China 'narrowing gap with US in new cold war over technology', security conference hears

China and the US are engaged in a "new cold war" over technology and Beijing is narrowing the gap, the Munich Security Conference has heard.
Participants said Washington was likely to try to maintain its edge by increasing investment in military technology and tightening export controls on advanced chips.
"We're not competing for competing's sake. It is more accurately a new cold war," former Republican congressman Mike Gallagher, now head of defence at Palantir Technologies, told a panel discussion on Friday.
"It is global and the stakes are existential, in which at least one side is trying to destroy the free world. And if we don't understand it as such, I fear we will never muster the sense of urgency that is necessary to not only win that cold war, but prevent it from becoming hot."
He said afterwards that there was still "a window of opportunity right now with the new administration to make game-changing investments in key technologies and leverage AI at scale" for the US military.
"Technologically, I think we [the US] still have a lead, but it is a narrow lead," he added.
Mark Warner, vice-chairman of the US Senate select committee on intelligence, echoed this point, describing China as a "technology peer that we've never faced".
The US-China rivalry - particularly over trade and technology - is expected to intensify over the next four years.
On Donald Trump's first day back in the White House, he revoked a 2023 executive order - that required government inspectors to assess AI safety risks in areas such as human rights or cybersecurity - which the US president said "hindered AI innovation".
He has also warned that the emergence of China's DeepSeek AI model was a "wake-up call" for US tech.
Gallagher, who chaired the House select committee on competition with China, said he was concerned about China's advances and investment in artificial intelligence and robotics "an area where we could start to see our edge really erode".
He also said Trump would do more than Joe Biden's administration to retain that edge.
He called for external pressure on China "if we want to have a hope of deterring them from invading Taiwan in the short term, from controlling the commanding heights of critical technology in the mid term, and from displacing us as the world's sole superpower over the long term".
Beijing views Taiwan as part of its territory that must be reunited with the mainland, by force if necessary. Most countries, including the United States, do not recognise Taiwan as an independent state, but Washington opposes any attempt to take the island by force and is legally bound to arm the island to help it defend itself.
The US has already imposed strict export controls on advanced chips to China, aiming to curb Beijing's military advancements and limit its access to cutting-edge semiconductor technology.
The Pentagon has also launched the Replicator Initiative, which aims to build up thousands of low-cost, expendable autonomous systems across multiple domains to act as a deterrent by August this year.
China is also strengthening its military technology capabilities, including the use of AI.
Jason Hsu, a senior fellow at Hudson Institute, predicted the Trump administration would make AI a top national security priority and seek to "deregulate" the field.
He also predicted that Trump would make it easier for the government to acquire technologies - something "that could spur a new surge of defence tech in the US" - and tighten export controls on the advanced chips sold to China through third party countries.
But he said it was not clear how many chips China had stockpiled, adding: "To me or to the outside, it's a big black box. Nobody really knows what China is capable of, and no one really knows until it sort of exposes itself."
Sun Chenghao, head of the US-EU programme at Tsinghua University's Centre for International Security and Strategy, said China's strengths were in low-cost tech breakthroughs and "figuring out how [existing technologies] can be applied in different areas".
He said the country was catching up with the US in certain fields, which he did not name.
"Of course, DeepSeek is a small exception, but I don't think it is a sign [China is] surpassing [the US] overall," Sun said.
He also predicted that the US would intensify its technological pressure on China, including tighter chip export controls.
Under the Trump administration, there would also be uncertainty regarding efforts on the joint management of AI risks with China, Sun added.
In November, Biden and Chinese President Xi Jinping agreed that any decision to use nuclear weapons should be controlled by humans, not artificial intelligence. Sun said he was uncertain whether Trump "had any interest in this" and warned the lack of trust between the two sides could have an impact on this.
Ekaterina Zaharieva, the EU commissioner for start-ups, research and innovation, said the EU and US could only win the tech race by working together. "So Europe, it's really open to work with the US together. I still think we are like-minded," she said.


» **About this task**
The records underneath are to be repeated exactly, with the pictures left out.

━━━ Study material ━━━

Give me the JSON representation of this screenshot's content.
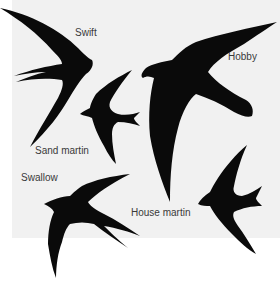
{
  "figure": {
    "background": "#f1f1f1",
    "silhouette_color": "#0a0a0a",
    "labels": {
      "swift": "Swift",
      "hobby": "Hobby",
      "sand_martin": "Sand martin",
      "swallow": "Swallow",
      "house_martin": "House martin"
    }
  }
}
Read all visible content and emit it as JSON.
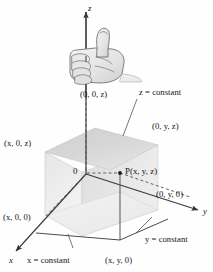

━━━

» **Expected answer**
Give me the JSON representation of this screenshot's content.
{
  "figure": {
    "background": "#f1f1f1",
    "silhouette_color": "#0a0a0a",
    "labels": {
      "swift": "Swift",
      "hobby": "Hobby",
      "sand_martin": "Sand martin",
      "swallow": "Swallow",
      "house_martin": "House martin"
    }
  }
}
Read all visible content and emit it as JSON.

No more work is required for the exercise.